One of the most unforgettable times come during the party’s debate. I divided the class into small groups and I asked them to evaluate the text using different social ideas. I just saw it. I saw a group of 15 men who were enthusiastically protesting that the social teaching, the social attitude or marathic idea was the best analysis. These were not limited to the surface level. They were sharp, sharp and strong. At that time, I told them, “This is what the earth does not see.”

People carry ideas about people who are bound with what they know. But seeing these men break up the ideas, challenge and show mental intelligence. We cannot record within a prison, so times like these are always shut up in the room. But they are real. And they bother.

One day, I asked the students to think of the last time they cried or heard someone saying, “I love you.” One student answers, “I don’t cry. Cry does not change anything.” After week, after completing the assignment to write his smaller letter, that same student began learning his life aloud and broke tears. No one is funny. No one turns away. Some men give him their attention, encouragement, and support. In that room, we build a space where his risk encounter care, even in the jail wall.

This experience forced me to deal with my purpose. I gave up my professor or manager. I thought what it meant to serve and get the oppressed people on the edge of the community. I began to question the limited boundaries between the campuses and the community. Universities, especially those who have too many resources, need to be more than the learning centers of those who are lucky enough to be allowed. We are called to do more.

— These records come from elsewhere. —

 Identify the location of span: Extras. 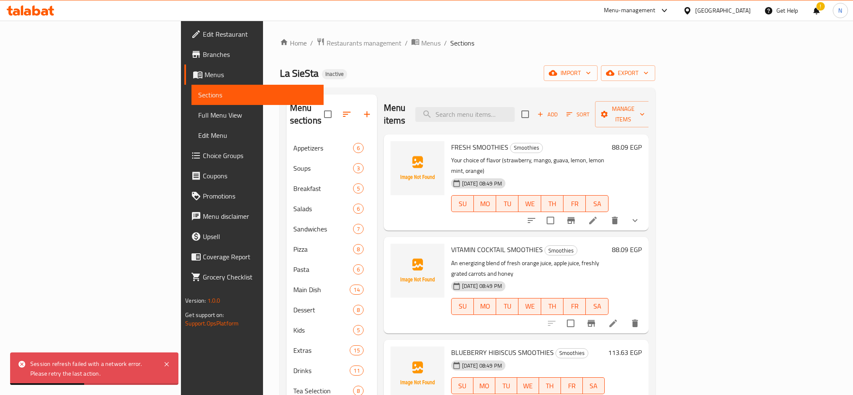
(322, 350). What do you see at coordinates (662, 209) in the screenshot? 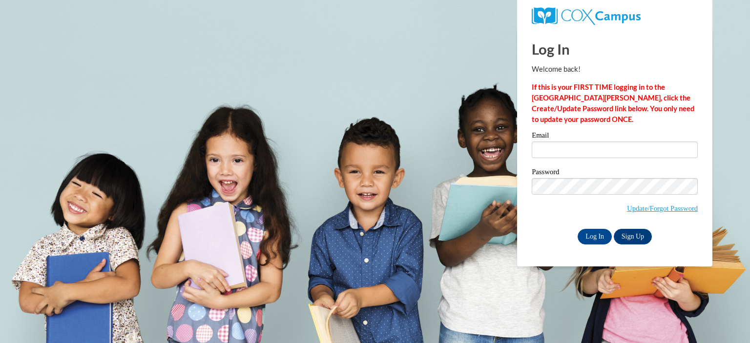
I see `a: Update/Forgot Password` at bounding box center [662, 209].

For all my work, I worked to ensure that my influx is increasing than the camping of the campus. I have given my position to build bridges by connecting an intelligence and students to re-enter programs, base close closed scholars and build some opportunities for others to teach inside. Teaching to prison can make me more than much more. As a social suspect, I well know how to divide the lives of my students a little and my matters and how my way was.

The United States leads the land for arrest, holding more than 20 percent of the world’s prisoners despite 5 percent of the world. According to the prison policy system and the American Civil Liblies Union, many people who are arrested who are imprisoned from the surface, manufactured under that.

But even in the truth, some say that prisoners who need education – that College courses will borrow for resources. I’ve heard those arguments, and I reject. The prison education is not special treatment. It’s human dignity. To see that people can change and change when they are given display tools, growing and think about more than always life in survival mode.

If higher education is equally important to access, we cannot restrict our classes to complete scriptures and Résumés traditional Résumés. My teaching men don’t need to be saved. They require space for growth, question and donate. Also our centers need, for any university is a matter of justice, stability or personality cannot ignore people our country.

Every day, I am reminded that no one is realized in separation. I think what it means to pay off the debt that can save dollar. I think of respect for those who believed in me before I believed me. I stand on the shoulders who have never had the chances I have done. I have their money everywhere I add, especially those others when forgot.

One of the lessons I hold on is: We have no more to keep. Are designed for allocation. Teaching in prison is my way of respect that fact.

Don C. Sawyer III is a professor who complies with the social professor and Deputy President of Diversity, installation and membership University.